The program featured four of New York's top dance companies in a delicious sampler of the works that can be enjoyed at City Center's upcoming 10th Annual Fall For Dance Festival, running from September 25th through October 5th.

Under a bright, full harvest moon, the STREB Extreme Action Company opened the evening with a performance of Artistic Director Elizabeth Streb's wild creation, Human Fountain. A company of twenty dancers, following the loudly barked instructions of their "action engineers," climbed up a four-leveled, multi-cubed frame rising over thirty feet in the air and took turns falling onto a stage-sized mattress; forward, backwards and upside-down in various styles of dives making patterns that imitate a fountain's descending streams of water. Microphones amplified the sounds of their landings like splashes and each dancer then quickly climbed back up the tower to take another plunge in the continuous water show.

Next was Ronald K. Brown's company, Evidence, performing Upside Down.

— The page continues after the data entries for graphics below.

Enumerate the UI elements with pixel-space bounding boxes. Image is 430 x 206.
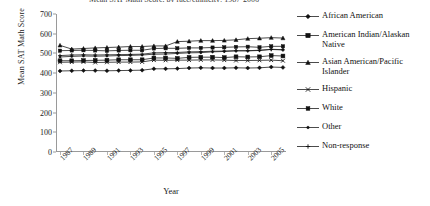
series-marker (222, 66, 226, 70)
series-marker (94, 49, 97, 52)
legend-marker-icon (296, 30, 322, 41)
legend-marker-icon (296, 122, 322, 133)
legend-item-0[interactable]: African American (296, 10, 428, 22)
chart-figure: Mean SAT Math Score, by race/ethnicity: … (0, 0, 430, 206)
series-marker (258, 55, 262, 59)
legend-label: Non-response (322, 140, 369, 150)
series-marker (175, 67, 179, 71)
series-marker (140, 68, 144, 72)
series-marker (234, 55, 238, 59)
series-marker (105, 49, 108, 52)
y-axis-label: Mean SAT Math Score (17, 0, 26, 102)
legend-label: White (322, 102, 343, 112)
chart-legend: African AmericanAmerican Indian/Alaskan … (296, 10, 428, 159)
series-marker (140, 52, 144, 56)
legend-marker-icon (296, 84, 322, 95)
series-marker (58, 49, 61, 52)
series-marker (58, 69, 62, 73)
legend-item-2[interactable]: Asian American/Pacific Islander (296, 56, 428, 76)
series-marker (164, 47, 167, 50)
legend-marker-icon (296, 103, 322, 114)
series-marker (176, 47, 179, 50)
plot-area: 0100200300400500600700 19871989199119931… (56, 14, 286, 152)
series-marker (82, 49, 85, 52)
series-marker (70, 49, 73, 52)
series-layer (56, 14, 286, 152)
series-marker (152, 47, 155, 50)
series-marker (187, 66, 191, 70)
series-marker (257, 66, 261, 70)
series-marker (211, 66, 215, 70)
legend-item-4[interactable]: White (296, 102, 428, 114)
legend-label: Hispanic (322, 83, 352, 93)
series-marker (152, 67, 156, 71)
series-marker (199, 66, 203, 70)
legend-item-6[interactable]: Non-response (296, 140, 428, 152)
series-marker (211, 49, 215, 53)
series-marker (246, 55, 250, 59)
legend-label: Asian American/Pacific Islander (322, 56, 428, 76)
legend-label: African American (322, 10, 383, 20)
series-marker (211, 46, 214, 49)
series-marker (281, 48, 285, 52)
legend-label: Other (322, 121, 341, 131)
legend-marker-icon (296, 141, 322, 152)
series-3 (58, 58, 285, 64)
legend-item-1[interactable]: American Indian/Alaskan Native (296, 29, 428, 49)
series-marker (223, 46, 226, 49)
legend-marker-icon (296, 11, 322, 22)
series-marker (117, 69, 121, 73)
series-marker (246, 49, 250, 53)
series-marker (281, 65, 285, 69)
legend-item-3[interactable]: Hispanic (296, 83, 428, 95)
series-marker (281, 45, 284, 48)
series-marker (270, 45, 273, 48)
series-marker (246, 66, 250, 70)
series-marker (222, 49, 226, 53)
series-marker (70, 69, 74, 73)
series-0 (58, 65, 285, 73)
series-marker (93, 69, 97, 73)
series-marker (234, 66, 238, 70)
series-marker (128, 68, 132, 72)
series-marker (234, 49, 238, 53)
series-marker (58, 43, 62, 47)
series-marker (187, 46, 190, 49)
legend-marker-icon (296, 57, 322, 68)
series-marker (141, 49, 144, 52)
series-marker (269, 54, 273, 58)
series-marker (269, 65, 273, 69)
series-marker (246, 45, 249, 48)
series-marker (129, 49, 132, 52)
series-marker (199, 46, 202, 49)
series-marker (281, 54, 285, 58)
series-marker (105, 69, 109, 73)
series-marker (81, 69, 85, 73)
legend-item-5[interactable]: Other (296, 121, 428, 133)
x-axis-label: Year (56, 186, 286, 196)
legend-label: American Indian/Alaskan Native (322, 29, 428, 49)
series-marker (234, 45, 237, 48)
chart-title: Mean SAT Math Score, by race/ethnicity: … (54, 0, 294, 2)
series-marker (117, 49, 120, 52)
series-marker (164, 67, 168, 71)
series-4 (58, 45, 284, 53)
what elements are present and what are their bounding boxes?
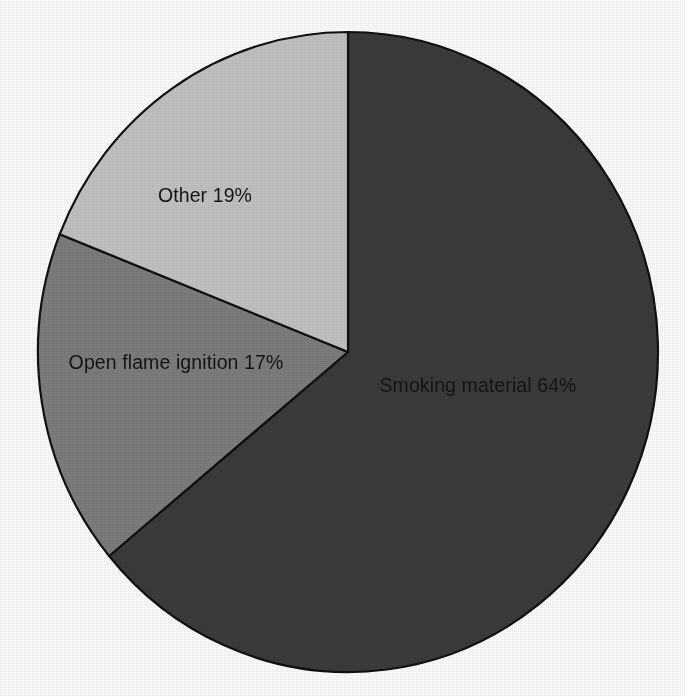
pie-chart-canvas: Smoking material 64%Open flame ignition … [0, 0, 685, 696]
pie-slice-label-smoking-material: Smoking material 64% [379, 374, 576, 396]
pie-slice-label-open-flame-ignition: Open flame ignition 17% [69, 351, 284, 373]
pie-chart: Smoking material 64%Open flame ignition … [0, 0, 685, 696]
pie-slice-label-other: Other 19% [158, 184, 252, 206]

With upstage drummers, a D.J. and vocalist Wunmi Olaiya providing the music of Fela Kuti, the ensemble of dancers used dynamic African movements to portray a community that mourns the loss of one of their own with a passionate demonstration of solidarity; a lively honoring of the passing of a soul to its ultimate destiny.

Two male and two female members of New York City Ballet danced Ulysses Dove's Red Angels, an abstract piece set to Richard Einhorn's electric violin scoring played by Mary Rowell. The quartet displayed muscular sensuality in multiple combinations of relationships.

The Paul Taylor Dance Company closed the evening with Esplande, a rather merry piece utilizing Bach's Violin Concerto In E Major, where the nine-member ensemble whimsically frolicked with joyous sprints and leaps in between more somberly textured moments.